Amazon, Google, Microsoft, IBM, Salesforce, and Oracle released a statement confirming plans to improve health data exchange through artificial intelligence, the cloud, and widespread use of health IT standards at the CMS Blue Button 2.0 Developer Conference in Washington, DC.
Leveraging open data standards including HL7’s Fast Healthcare Interoperability Resources and the Argonaut Project will be an integral component of the tech giants’ efforts to spur seamless data sharing.
Apple is also utilizing FHIR to accelerate advancements in health data access and usability. FHIR standards power the Apple Health Records EHR data viewer, which allows users to aggregate and view health information from disparate EHR systems and healthcare organizations on iOS devices.
“DirectTrust welcomes the pledge made by these prominent members of the Information Technology Industry Council to collaborate on open standards; these organizations can make a great contribution to the cause of healthcare interoperability,” said Stuewe.
Collaboration between large, outside tech companies and healthcare stakeholders familiar with health data standards may foster rapid, consumer-centered innovation.
“Companies like Amazon, Google, Microsoft, and the like, have forged utility, usability, and ubiquity into cultural movements,” Stuewe maintained. “They’ve handily demonstrated that useful and easy-to-use solutions become even more valuable and powerful when everyone uses them.”
“If patients can be engaged in their healthcare and provider organizations utilize the tools already at their disposal, a collaboration with these consumer technology companies will be well worth the effort,” he continued.
Stuewe also commended the tech companies for widening the lens of interoperability efforts to include app developers, device and pharmaceuticals manufacturers, employers, researchers, and citizen scientists.
While patients and providers are ultimately at the center of the healthcare ecosystem, various sectors of the healthcare industry stand to benefit from improvements in interoperability and health data access.

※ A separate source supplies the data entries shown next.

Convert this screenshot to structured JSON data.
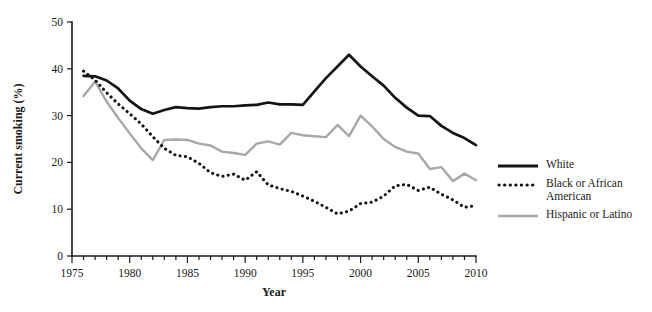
{
  "chart_data": {
    "type": "line",
    "title": "",
    "xlabel": "Year",
    "ylabel": "Current smoking (%)",
    "xlim": [
      1975,
      2010
    ],
    "ylim": [
      0,
      50
    ],
    "xticks_major": [
      1975,
      1980,
      1985,
      1990,
      1995,
      2000,
      2005,
      2010
    ],
    "xticks_minor_step": 1,
    "yticks": [
      0,
      10,
      20,
      30,
      40,
      50
    ],
    "grid": false,
    "legend_position": "right",
    "x": [
      1976,
      1977,
      1978,
      1979,
      1980,
      1981,
      1982,
      1983,
      1984,
      1985,
      1986,
      1987,
      1988,
      1989,
      1990,
      1991,
      1992,
      1993,
      1994,
      1995,
      1996,
      1997,
      1998,
      1999,
      2000,
      2001,
      2002,
      2003,
      2004,
      2005,
      2006,
      2007,
      2008,
      2009,
      2010
    ],
    "series": [
      {
        "name": "White",
        "style": "solid",
        "color": "#141414",
        "values": [
          38.5,
          38.4,
          37.5,
          35.8,
          33.2,
          31.4,
          30.4,
          31.2,
          31.8,
          31.6,
          31.5,
          31.8,
          32.0,
          32.0,
          32.2,
          32.3,
          32.8,
          32.4,
          32.4,
          32.3,
          35.2,
          38.0,
          40.5,
          43.0,
          40.5,
          38.4,
          36.4,
          33.8,
          31.7,
          30.0,
          29.9,
          27.8,
          26.3,
          25.2,
          23.7
        ]
      },
      {
        "name": "Black or African American",
        "style": "dotted",
        "color": "#141414",
        "values": [
          39.5,
          37.6,
          34.9,
          32.5,
          30.4,
          28.2,
          25.5,
          23.0,
          21.5,
          21.2,
          19.8,
          17.8,
          17.0,
          17.5,
          16.2,
          18.0,
          15.2,
          14.4,
          13.8,
          12.8,
          11.7,
          10.4,
          9.0,
          9.6,
          11.2,
          11.5,
          12.8,
          15.0,
          15.3,
          14.0,
          14.7,
          13.2,
          12.0,
          10.4,
          10.8
        ]
      },
      {
        "name": "Hispanic or Latino",
        "style": "solid",
        "color": "#a8a8a8",
        "values": [
          34.2,
          37.3,
          33.0,
          29.5,
          26.2,
          23.0,
          20.5,
          24.8,
          24.9,
          24.8,
          24.0,
          23.6,
          22.3,
          22.0,
          21.6,
          24.0,
          24.5,
          23.8,
          26.3,
          25.8,
          25.6,
          25.4,
          28.0,
          25.6,
          30.0,
          27.7,
          25.0,
          23.3,
          22.3,
          21.9,
          18.6,
          19.0,
          16.0,
          17.6,
          16.2
        ]
      }
    ],
    "legend": [
      {
        "label": "White",
        "style": "solid",
        "color": "#141414"
      },
      {
        "label": "Black or African American",
        "style": "dotted",
        "color": "#141414"
      },
      {
        "label": "Hispanic or Latino",
        "style": "solid",
        "color": "#a8a8a8"
      }
    ]
  },
  "axes": {
    "y_label": "Current smoking (%)",
    "x_label": "Year",
    "y_tick_labels": [
      "0",
      "10",
      "20",
      "30",
      "40",
      "50"
    ],
    "x_tick_labels": [
      "1975",
      "1980",
      "1985",
      "1990",
      "1995",
      "2000",
      "2005",
      "2010"
    ]
  },
  "legend": {
    "items": [
      {
        "label": "White"
      },
      {
        "label": "Black or African American"
      },
      {
        "label": "Hispanic or Latino"
      }
    ]
  }
}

“As the tech giants enter the space, trust that the controls in place are ‘appropriate’ will be needed to ensure consumer comfort with more control over their data and how it is shared, not less,” said Stuewe. “Collaborating on standards is essential to getting the data to flow, but so is trust.”
In their pledge, the tech companies stated plans to collaborate with stakeholders on an ongoing basis to accelerate innovation. The companies also stated they will prioritize the needs of all global stakeholders in their efforts to advance interoperability.
“Together, we believe that a robust industry dialogue about healthcare interoperability needs will advance this cause, and hence are pleased to issue this joint statement,” stated the companies.